Maria Fitzherbert, clandestinely married to the Prince of Wales, later George IV, might seem an odd inclusion. However, Fr Mark Elvins makes out a good case for this “heroic and kind-hearted” woman, who behaved with dignity, restraint and discretion in an age of profligacy and excess. The Victorian period includes a group of stout-hearted nuns: Mary Clare Moore RSM, Elizabeth Prout CP, Elizabeth Hayes MFIC and Margaret Hallahan OP. The last-named has the distinction of being included in (agnostic) William James’s The Varieties of Religious Experience as someone whose passion and goodness “irradiate around them”.
Lay women of faith and passion also emerge in the later period: Caroline Chisholm, “the emigrants’ friend”, who, though married with a young family, saw a pressing social need and used all her skills of “multi-tasking” in response to it.
Another childless woman, in this case the 20th-century mystic, visionary and artist Caryll Houselander, found her own kind of spiritual motherhood in caring for the lost and neurotic souls who came her way in the inter-war period.
Léonie Caldecott, who introduced me years ago to this “divine eccentric”, shows that being a Catholic heroine can include some very human qualities: “For most of her life Caryll smoked like a chimney; she was apt to swear and she liked a drink.”
A further unusual inclusion is Joanna Bogle’s own chapter on Elinor Mary Brent-Dyer, convert and supreme exponent of the peculiarly English genre of schoolgirl stories.
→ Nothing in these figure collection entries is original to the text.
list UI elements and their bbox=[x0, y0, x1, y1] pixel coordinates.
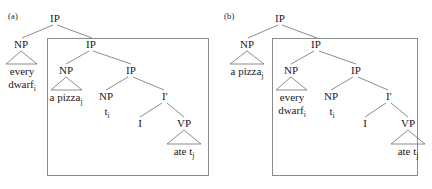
panel-b-leaf-inner-np-line2: dwarf bbox=[278, 104, 304, 116]
panel-a-leaf-outer-np-sub: i bbox=[34, 84, 36, 93]
panel-b-leaf-inner-np-line1: every bbox=[280, 91, 304, 103]
panel-b-node-inner-np: NP bbox=[284, 64, 298, 76]
panel-a-node-inner-np: NP bbox=[59, 64, 73, 76]
panel-b-leaf-outer-np-line1: a pizza bbox=[231, 65, 262, 77]
panel-a-leaf-inner-np-sub: j bbox=[80, 97, 82, 106]
panel-a-leaf-vp: ate tj bbox=[174, 145, 195, 160]
panel-a-node-inner-ip: IP bbox=[126, 64, 136, 76]
panel-a-leaf-outer-np: everydwarfi bbox=[8, 65, 36, 92]
panel-b-node-vp: VP bbox=[401, 117, 415, 129]
panel-b-leaf-inner-np-sub: i bbox=[304, 110, 306, 119]
panel-b-leaf-inner-np: everydwarfi bbox=[278, 91, 306, 118]
panel-a-leaf-outer-np-line1: every bbox=[10, 65, 34, 77]
panel-b-node-trace-np: NP bbox=[324, 90, 338, 102]
panel-b-leaf-vp-text: ate t bbox=[398, 145, 417, 157]
panel-b: (b) bbox=[216, 0, 432, 189]
panel-b-leaf-trace: ti bbox=[329, 105, 334, 120]
panel-a-node-boxed-ip: IP bbox=[86, 38, 96, 50]
panel-b-node-outer-np: NP bbox=[240, 38, 254, 50]
panel-b-node-root-ip: IP bbox=[275, 12, 285, 24]
panel-b-node-inner-ip: IP bbox=[351, 64, 361, 76]
panel-b-leaf-outer-np-sub: j bbox=[261, 71, 263, 80]
panel-a-leaf-trace: ti bbox=[104, 105, 109, 120]
panel-a-node-i-bar: I′ bbox=[162, 90, 168, 102]
panel-a-node-trace-np: NP bbox=[99, 90, 113, 102]
panel-b-leaf-outer-np: a pizzaj bbox=[231, 65, 264, 80]
panel-a-leaf-outer-np-line2: dwarf bbox=[8, 78, 34, 90]
panel-a-node-vp: VP bbox=[177, 117, 191, 129]
panel-a-node-outer-np: NP bbox=[14, 38, 28, 50]
panel-b-node-boxed-ip: IP bbox=[311, 38, 321, 50]
panel-a-node-i-head: I bbox=[138, 117, 142, 129]
panel-a: (a) bbox=[0, 0, 216, 189]
panel-a-leaf-vp-sub: j bbox=[192, 151, 194, 160]
panel-a-leaf-trace-sub: i bbox=[107, 111, 109, 120]
panel-a-leaf-inner-np: a pizzaj bbox=[50, 91, 83, 106]
figure-container: (a) bbox=[0, 0, 432, 189]
panel-b-node-i-bar: I′ bbox=[386, 90, 392, 102]
panel-a-leaf-vp-text: ate t bbox=[174, 145, 193, 157]
panel-b-leaf-trace-sub: i bbox=[332, 111, 334, 120]
panel-b-leaf-vp-sub: j bbox=[416, 151, 418, 160]
panel-a-node-root-ip: IP bbox=[50, 12, 60, 24]
panel-b-node-i-head: I bbox=[363, 117, 367, 129]
panel-a-leaf-inner-np-text: a pizza bbox=[50, 91, 81, 103]
panel-b-leaf-vp: ate tj bbox=[398, 145, 419, 160]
Women of a certain generation – it now seems a long-lost age of innocence – had their imaginations shaped by this lively, engaging and wholesome world in which meanness was condemned and honesty, moral courage and high spirits were applauded.
As Joanna writes, Brent-Dyer’s series of stories exude moral certainty and “she gave ordinary girls role models” who were resourceful, cheerful and public-spirited. This, one recalls, was the generation of the Home Front in the last war.
An imaginative choice is that of Helen Asquith, daughter of Raymond who died in the Great War when she was only nine. Written by Emily Keyte, it is an affectionate record of an unusual friendship between a young woman in her 20s (Keyte) and the older woman, then in her mid-80s.
The unmarried Asquith, a convert like her widowed mother, Katharine, was an inspiring Classics teacher with a gift for friendship, among other things; she provides a radiant example of a life which was rich and fulfilled, although circumscribed by early tragedy.
Of course such a book is selective; readers will think of names that would have merited inclusion. Yet its compilation remains a
stimulating and very worthwhile exercise.